Wow. That's... Er....


Better to own more than 500 blurays than nothing.


I own some blu rays.  I think owning 500 is a collosal waste of money, blu ray upgrade isn't worth it for the vast majority of movies. Each to their own I guess.  Hope they enjoy re-buying them when 4k is the norm in 5 to 10 years.

I think you're wrong, its a waste of money to you because you don't see the value of owning the best quality possible.

I dont appreciate quality?  How wrong you are, you dont know me, you couldnt be MORE wrong. The cars I drive, the things I own and my last tell a very different story. But I won't be roughed by manufacturers peddling their wares.

Blu ray version of a movie such as....say "the big lebowski" doesn't improve the movie or the experience one iota.

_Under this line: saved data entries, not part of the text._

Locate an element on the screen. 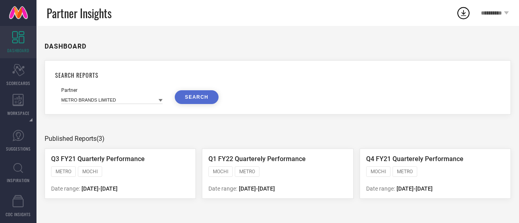  span: INSPIRATION is located at coordinates (18, 180).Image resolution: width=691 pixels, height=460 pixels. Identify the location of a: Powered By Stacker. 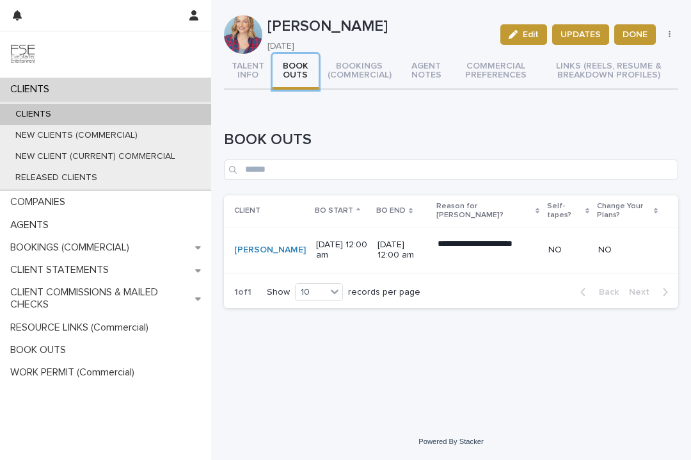
(451, 441).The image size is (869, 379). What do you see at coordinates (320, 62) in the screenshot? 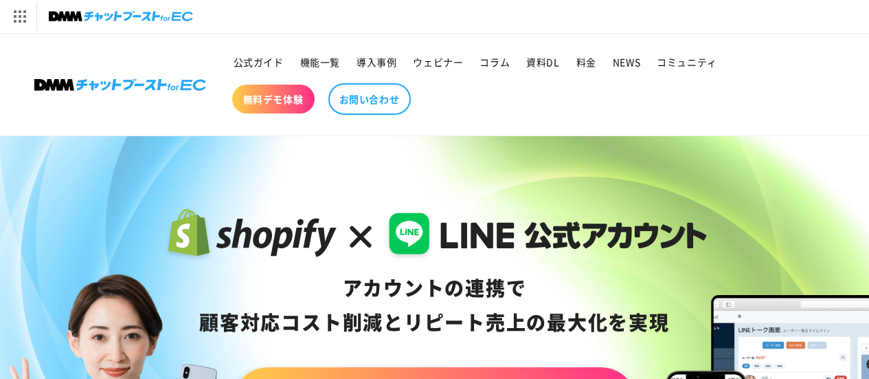
I see `span: 機能一覧` at bounding box center [320, 62].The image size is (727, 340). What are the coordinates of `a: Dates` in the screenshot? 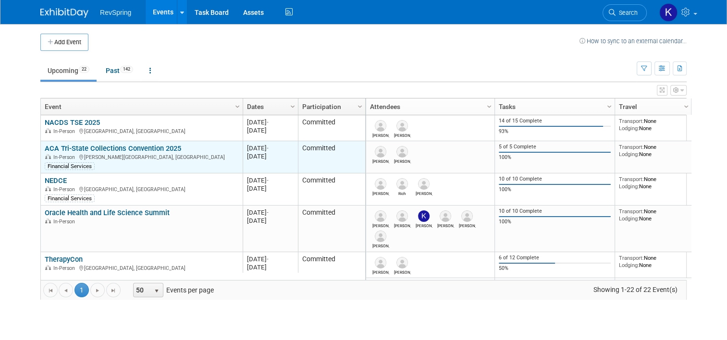 It's located at (269, 107).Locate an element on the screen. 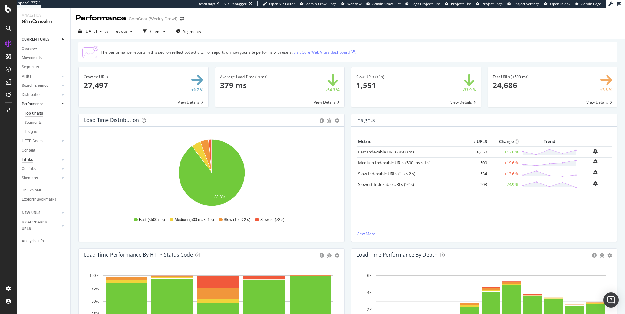 The image size is (625, 314). td: +12.6 % is located at coordinates (504, 152).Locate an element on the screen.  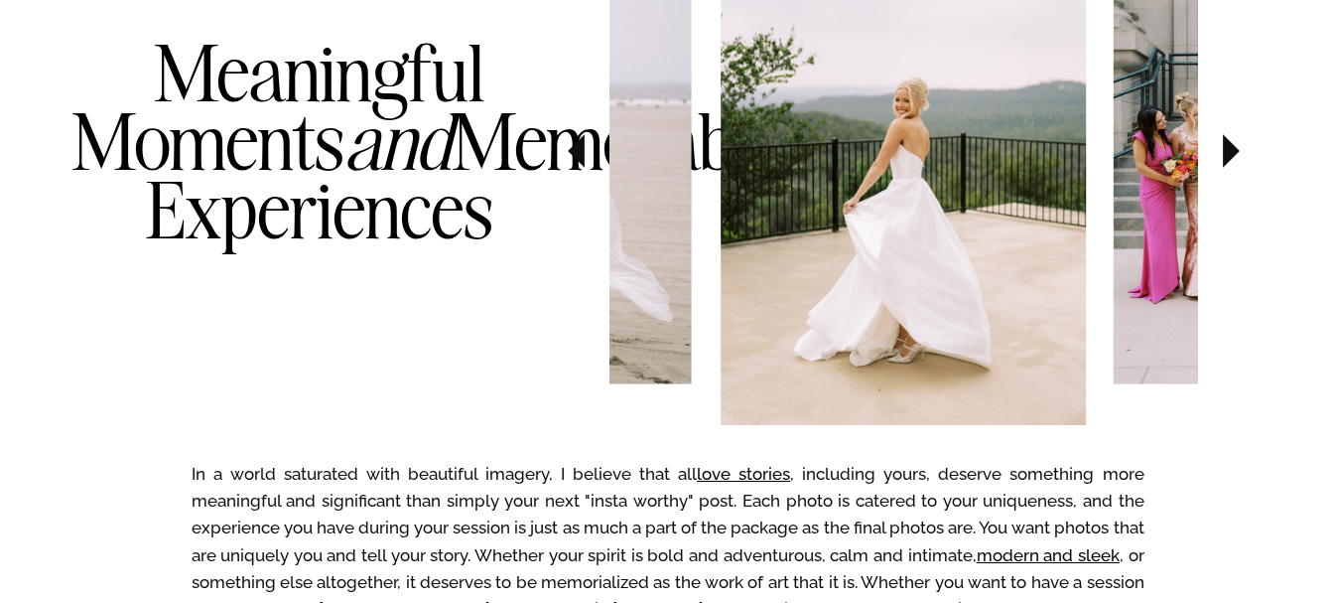
a: love stories is located at coordinates (744, 474).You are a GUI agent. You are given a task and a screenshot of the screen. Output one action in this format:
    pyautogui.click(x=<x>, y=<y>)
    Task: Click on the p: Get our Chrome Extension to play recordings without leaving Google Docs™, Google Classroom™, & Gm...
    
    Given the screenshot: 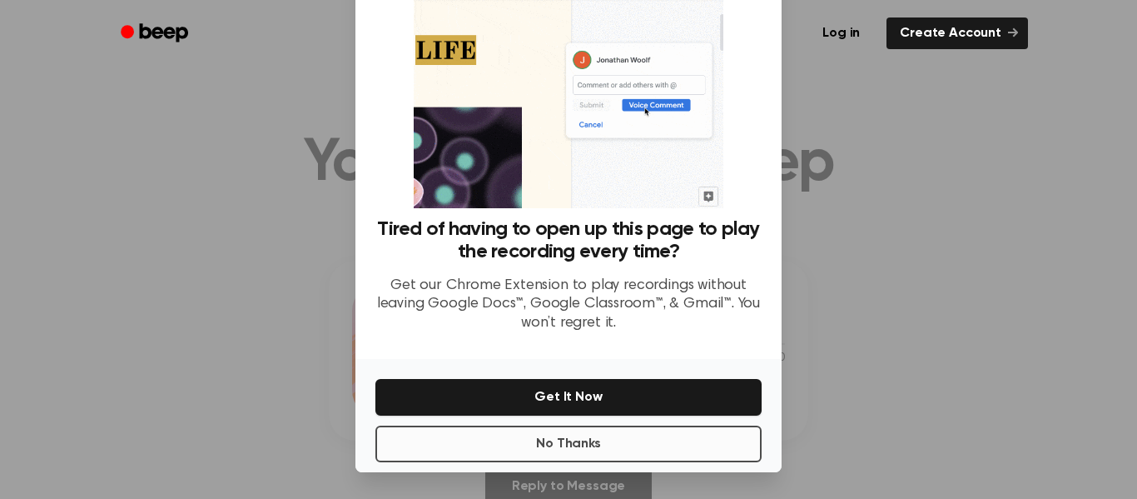 What is the action you would take?
    pyautogui.click(x=569, y=305)
    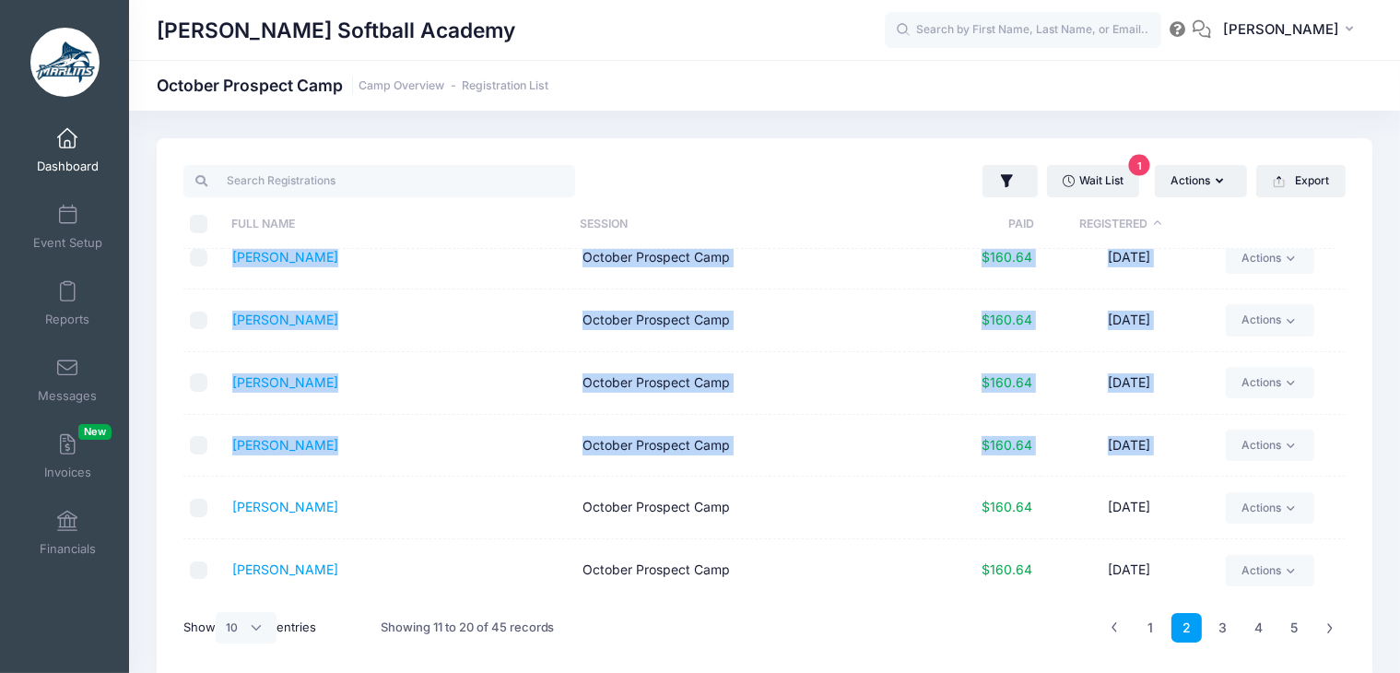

Constantly rebuying many older movies in new formats in the future will be  folly and frankly a con by the manufacturers.

By the same logic, lets all watch vhs tapes because the evil manufacturers dare to ask us to buy movies every 10 years in a newer format.

I don't understand such logic, you buy new tvs, new cars, new electronics, they make your experience bigger, better, faster, crisper.

I think Kowen was mainly speaking against the practice of upgrading entire collections, not on simply buying a new format. That and the time difference between VHS (late 70s) and DVD (late 90s) is twice that of DVD and Blu-ray (late 2000s) and the advantages DVD game over VHS were ones of convenience (mainly taking up much less storage space and not having to re-wind) as well as picture/sound quality.
Another advantage of DVDs is that it only required consumers to buy a new player... rather than a new player and a new TV (and if you are going to take proper advantage of the new TV, more expensive network TV contracts)

I'm all for improving technology (though maybe you wouldn't think that based on my arguments) but for general consumers the upgrade to Blu-ray doesn't have a same appeal as it did to DVD.

I can understand a collection of 500 or more if that person is a film critic or something (and gets films for cheap or free) or an absolutely massive film buff and happens to think 500 of the films released in the last 6 years were worth owning, but if most of those 500 you already owned before on DVD then it is quite excessive.